Saturday 6 July 2013

The Need for Speed

A slight departure from the subject of architecture this week because surfing the BBC website during the week, I learned that this is the week of the 75th anniversary of Mallard’s world record run where 126mph was recorded near Grantham, Lincolnshire on 3rd July 1938 a record that still stands as a world record for steam traction, and a reminder that I was mad on trains as a kid.

Mallard? not a duck but a steam locomotive named after it designed by Sir Nigel Gresley, distinctive by its steamlined body shape. To mark the anniversary Mallard and the five remaining sisters have been reunited, a reunion that involved shipping two from the US and Canada, and suddenly it seems it is cool to be interested in trains again,  if only for a short time. For the numbers already flocking to the National Railway Museum (NRM) in York, most of this summer’s ticketed events are already sold out this probably represents a once in a lifetime opportunity to view these impressive machines in the same place. The theme of the exhibition as shown on the NRM website is understandably about the quest for speed.

Considering where I am writing this, Bahrain, a country yet to posses a railway, interest in trains must seem strange if not a little absurd. What is it that draws the huge numbers of people to a gathering of machines? The love of steam? A romantic view of travel in the 1930’s perhaps? are they really celebrating visions of how life was much simpler in those days, no television, no computers, few cars, few telephones, along with smog, poor air quality and health problems as the whole country ran on coal. Travel was concentrated on summer excursions to the seaside...Blackpool, Skegness, The English Riviera, by train naturally.

For me it is about something else entirely, it is about national identity, and the period in history probably represents Britishness at its height, regarded as world leaders, the names of two of those locomotives in the exhibition a standing testament to the sprit of the age. ‘Union of South Africa’ and ‘Dominion of Canada’ the two living reminders of the Empire, when everything was wonderful (at least from a British point of view), one fifth of the globe was coloured pink, and represented a well behaved world governed by the British, through colonies, protectorates and dominions, with progress considered to be in the name of the common good regardless of consequences.

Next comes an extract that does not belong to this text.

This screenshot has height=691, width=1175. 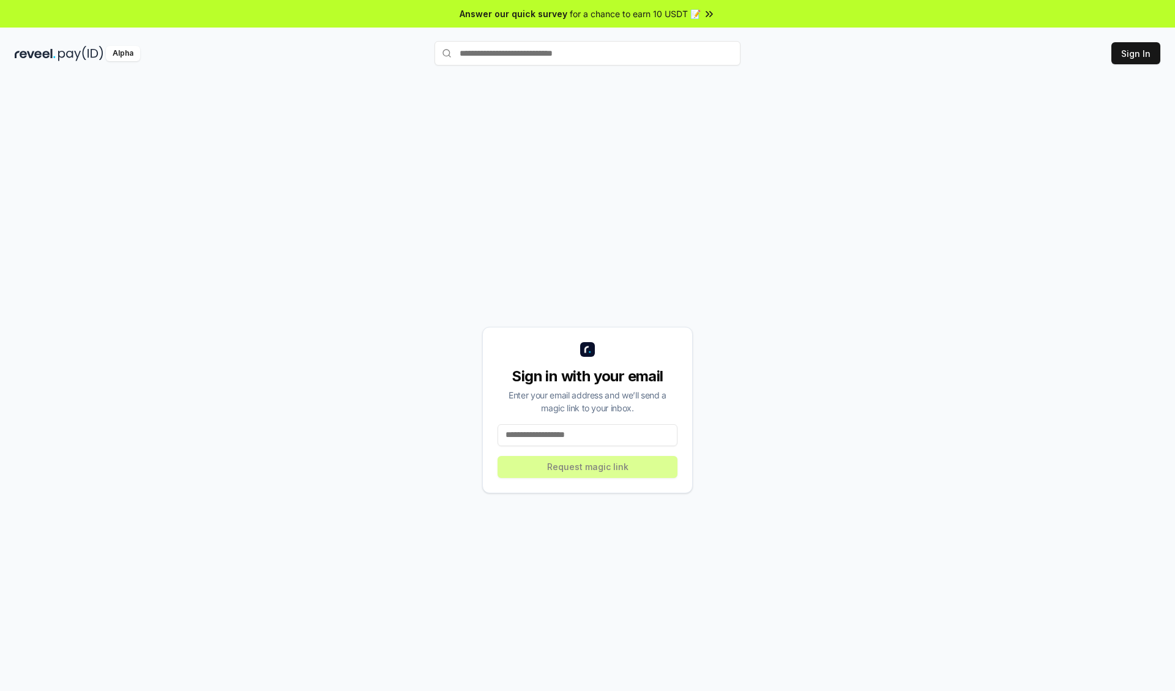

Tea came from Yorkshire, chocolate from Bourneville, the origins of those products idealised on the packaging.

Birmingham was considered the workshop of the world, Liverpool was the city of trade, receiving goods and passengers from all around the world, Manchester supplied the world with textiles, the best Steel came from Sheffield and the railway was the vital lifeline that held it all together. The year 1938 represents Great Britain at its height, a year before the outbreak of WWII, when Britain was last considered ‘Great’ and the future looked bright. Six years later ‘British Made’ no longer had the same meaning, and so started the trend of importing goods made far more cheaply in South East Asia, and with it the decline of industry in Britain.

75 years later are we celebrating advances in engineering of are we lamenting the loss of something quite different?